Wildlife Enthusiasts Join to Save Rare Cougars

ByABC News
January 2, 2003, 11:29 AM

F O R T   C O L L I N S, Colo., Jan. 2 -- Cougars, or mountain lions, once prowled across all 48 states in the continental United States. But their threat to livestock made them targets for ranchers and hunters.

Today, the big cats are extinct in the East and survive in only a dozen Western states. They may soon become endangered here, too, where it is legal to hunt the animals.

Rick Kahn, wildlife supervisor of Colorado's Division of Wildlife, says the number of mountain lions killed by hunters has doubled in the last 20 years.

While he admitted there was no way of knowing the exact number of cougars in Colorado, he estimated about 4,000 of the cats live in the Rocky Mountain range.

"I think we're harvesting in the range of 300 to 400 animals a year," he said. "We have a quota system and we try to manage our mountain lion population."

Population maintenance is important because as suburban sprawl encroaches upon the cougars' once expansive territory, the introduction of people to the wild animals can have fatal consequences.

According to a New York Times report, human attacks on people average about four a year. Since 1890, mountain lions have killed 17 people, 11 of them children, in the United States and Canada.

In Arizona, the cougars' purported role in the decline of a reintroduced bighorn sheep population prompted the U.S. Fish and Wildlife Service to grant the Arizona Game and Fish Department permission to proceed with the killing of up to 36 cougars over the next three years.

In many Western states, the fear of livestock losses due to prowling mountain lions is a major concern.

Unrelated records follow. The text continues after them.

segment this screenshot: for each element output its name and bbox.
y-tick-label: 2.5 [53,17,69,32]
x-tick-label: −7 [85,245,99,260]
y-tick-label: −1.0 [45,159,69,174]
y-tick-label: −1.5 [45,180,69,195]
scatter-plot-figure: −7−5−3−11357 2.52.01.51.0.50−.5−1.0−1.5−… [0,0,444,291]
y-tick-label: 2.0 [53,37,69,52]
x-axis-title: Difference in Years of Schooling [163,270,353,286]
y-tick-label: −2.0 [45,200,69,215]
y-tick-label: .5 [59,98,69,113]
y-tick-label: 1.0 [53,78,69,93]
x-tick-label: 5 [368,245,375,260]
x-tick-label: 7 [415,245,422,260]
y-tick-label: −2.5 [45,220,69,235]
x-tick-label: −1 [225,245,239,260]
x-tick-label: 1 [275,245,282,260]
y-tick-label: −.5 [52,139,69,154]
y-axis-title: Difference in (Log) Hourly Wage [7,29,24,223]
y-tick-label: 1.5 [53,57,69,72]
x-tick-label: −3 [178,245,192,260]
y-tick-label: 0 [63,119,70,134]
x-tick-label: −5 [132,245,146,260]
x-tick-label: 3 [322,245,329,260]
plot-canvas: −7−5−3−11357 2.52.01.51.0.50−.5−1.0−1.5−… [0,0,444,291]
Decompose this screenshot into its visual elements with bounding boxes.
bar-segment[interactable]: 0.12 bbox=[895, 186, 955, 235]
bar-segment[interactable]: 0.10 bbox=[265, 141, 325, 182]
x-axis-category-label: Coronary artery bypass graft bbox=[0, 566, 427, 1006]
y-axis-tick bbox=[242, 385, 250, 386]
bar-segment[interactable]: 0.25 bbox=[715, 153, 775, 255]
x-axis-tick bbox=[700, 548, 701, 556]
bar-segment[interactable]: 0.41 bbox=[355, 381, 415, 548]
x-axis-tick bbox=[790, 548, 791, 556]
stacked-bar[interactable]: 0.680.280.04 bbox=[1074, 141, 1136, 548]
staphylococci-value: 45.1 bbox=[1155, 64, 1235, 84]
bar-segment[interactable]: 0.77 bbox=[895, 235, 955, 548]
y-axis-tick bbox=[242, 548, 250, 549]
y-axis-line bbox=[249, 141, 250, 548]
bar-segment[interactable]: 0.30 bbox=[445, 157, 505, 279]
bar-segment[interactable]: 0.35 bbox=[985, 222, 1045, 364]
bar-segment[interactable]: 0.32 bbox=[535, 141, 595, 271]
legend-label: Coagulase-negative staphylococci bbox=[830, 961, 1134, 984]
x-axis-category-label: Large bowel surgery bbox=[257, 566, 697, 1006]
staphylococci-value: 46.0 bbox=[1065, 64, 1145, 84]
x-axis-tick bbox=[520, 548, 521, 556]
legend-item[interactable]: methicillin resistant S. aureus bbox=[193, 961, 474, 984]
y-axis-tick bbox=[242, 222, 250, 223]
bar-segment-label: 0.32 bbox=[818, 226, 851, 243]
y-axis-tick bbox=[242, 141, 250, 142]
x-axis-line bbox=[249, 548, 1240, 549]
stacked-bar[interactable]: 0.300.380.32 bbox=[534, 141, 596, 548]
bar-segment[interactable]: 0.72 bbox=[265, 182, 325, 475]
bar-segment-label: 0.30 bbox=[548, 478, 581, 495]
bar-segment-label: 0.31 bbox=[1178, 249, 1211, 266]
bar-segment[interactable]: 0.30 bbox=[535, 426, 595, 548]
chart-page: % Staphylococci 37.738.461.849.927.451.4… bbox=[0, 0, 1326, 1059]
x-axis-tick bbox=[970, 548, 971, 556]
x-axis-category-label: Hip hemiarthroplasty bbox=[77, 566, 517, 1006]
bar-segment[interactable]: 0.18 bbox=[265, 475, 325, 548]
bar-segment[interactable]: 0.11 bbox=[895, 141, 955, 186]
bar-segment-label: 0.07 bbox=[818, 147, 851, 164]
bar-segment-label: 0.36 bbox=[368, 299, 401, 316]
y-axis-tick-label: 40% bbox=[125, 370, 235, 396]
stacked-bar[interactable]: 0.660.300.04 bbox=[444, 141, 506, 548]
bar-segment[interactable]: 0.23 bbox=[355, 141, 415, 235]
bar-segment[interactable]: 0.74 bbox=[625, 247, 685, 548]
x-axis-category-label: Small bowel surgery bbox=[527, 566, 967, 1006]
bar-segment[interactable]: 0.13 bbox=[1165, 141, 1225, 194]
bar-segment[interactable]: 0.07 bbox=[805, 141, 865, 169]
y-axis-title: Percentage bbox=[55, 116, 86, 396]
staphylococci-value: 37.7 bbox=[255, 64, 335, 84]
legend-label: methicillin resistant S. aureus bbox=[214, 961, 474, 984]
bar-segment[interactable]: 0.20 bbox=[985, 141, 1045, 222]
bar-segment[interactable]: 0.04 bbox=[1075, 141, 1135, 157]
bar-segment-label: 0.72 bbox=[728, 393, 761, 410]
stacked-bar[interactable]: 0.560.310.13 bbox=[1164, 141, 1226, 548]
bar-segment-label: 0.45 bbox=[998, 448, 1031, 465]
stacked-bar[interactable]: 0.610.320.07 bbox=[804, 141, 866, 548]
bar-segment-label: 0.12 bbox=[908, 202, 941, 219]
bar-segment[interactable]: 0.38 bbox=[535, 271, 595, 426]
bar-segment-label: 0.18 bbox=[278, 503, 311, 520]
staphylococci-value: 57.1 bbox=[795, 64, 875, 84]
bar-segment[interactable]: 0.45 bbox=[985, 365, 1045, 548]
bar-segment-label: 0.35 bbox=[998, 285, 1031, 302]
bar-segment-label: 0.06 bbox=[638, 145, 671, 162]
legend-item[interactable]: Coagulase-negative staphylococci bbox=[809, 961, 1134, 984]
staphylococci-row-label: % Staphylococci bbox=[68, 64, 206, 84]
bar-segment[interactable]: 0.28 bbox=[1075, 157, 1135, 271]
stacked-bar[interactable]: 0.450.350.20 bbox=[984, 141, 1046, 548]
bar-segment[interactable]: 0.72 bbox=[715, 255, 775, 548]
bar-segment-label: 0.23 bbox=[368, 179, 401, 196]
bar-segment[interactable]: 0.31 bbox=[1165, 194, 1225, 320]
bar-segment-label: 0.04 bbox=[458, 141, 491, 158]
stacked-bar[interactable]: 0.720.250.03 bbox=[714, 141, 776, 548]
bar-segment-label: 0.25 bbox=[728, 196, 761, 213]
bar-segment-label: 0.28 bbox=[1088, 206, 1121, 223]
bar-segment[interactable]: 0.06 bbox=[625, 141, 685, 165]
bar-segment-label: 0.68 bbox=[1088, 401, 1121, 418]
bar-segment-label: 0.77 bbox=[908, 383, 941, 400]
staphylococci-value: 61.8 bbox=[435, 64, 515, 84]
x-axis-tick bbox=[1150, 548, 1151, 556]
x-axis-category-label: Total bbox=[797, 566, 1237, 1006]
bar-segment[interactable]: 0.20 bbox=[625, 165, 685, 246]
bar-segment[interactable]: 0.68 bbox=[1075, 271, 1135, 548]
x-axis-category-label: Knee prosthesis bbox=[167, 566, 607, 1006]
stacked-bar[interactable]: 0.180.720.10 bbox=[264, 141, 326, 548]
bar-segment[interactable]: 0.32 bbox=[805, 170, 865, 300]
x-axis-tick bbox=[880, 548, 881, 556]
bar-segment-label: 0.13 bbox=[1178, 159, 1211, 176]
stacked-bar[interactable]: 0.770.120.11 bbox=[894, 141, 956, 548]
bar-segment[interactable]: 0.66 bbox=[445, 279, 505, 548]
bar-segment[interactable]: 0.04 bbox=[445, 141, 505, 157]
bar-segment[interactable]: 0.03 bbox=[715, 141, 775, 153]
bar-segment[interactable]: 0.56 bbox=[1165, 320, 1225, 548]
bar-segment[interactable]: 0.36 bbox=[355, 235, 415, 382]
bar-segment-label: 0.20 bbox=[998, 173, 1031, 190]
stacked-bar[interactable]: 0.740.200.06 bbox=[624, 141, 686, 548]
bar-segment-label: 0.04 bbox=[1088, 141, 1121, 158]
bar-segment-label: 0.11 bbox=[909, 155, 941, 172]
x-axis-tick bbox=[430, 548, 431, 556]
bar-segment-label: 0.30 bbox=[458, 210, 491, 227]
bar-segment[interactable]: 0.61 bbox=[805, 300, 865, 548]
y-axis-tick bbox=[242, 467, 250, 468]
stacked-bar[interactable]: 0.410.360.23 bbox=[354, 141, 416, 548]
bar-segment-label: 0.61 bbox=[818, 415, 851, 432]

Ranchers fear financial shortfalls if mountain lions hunt in the areas where their livestock graze.

Goodall to the Rescue

Nevertheless, wildlife champion Jane Goodall, best known for her pioneering work with African chimpanzees, has just taken up the cougar conservation cause. She says it doesn't matter how many cougars are believed to be in the wild, they should all be protected as they are in California.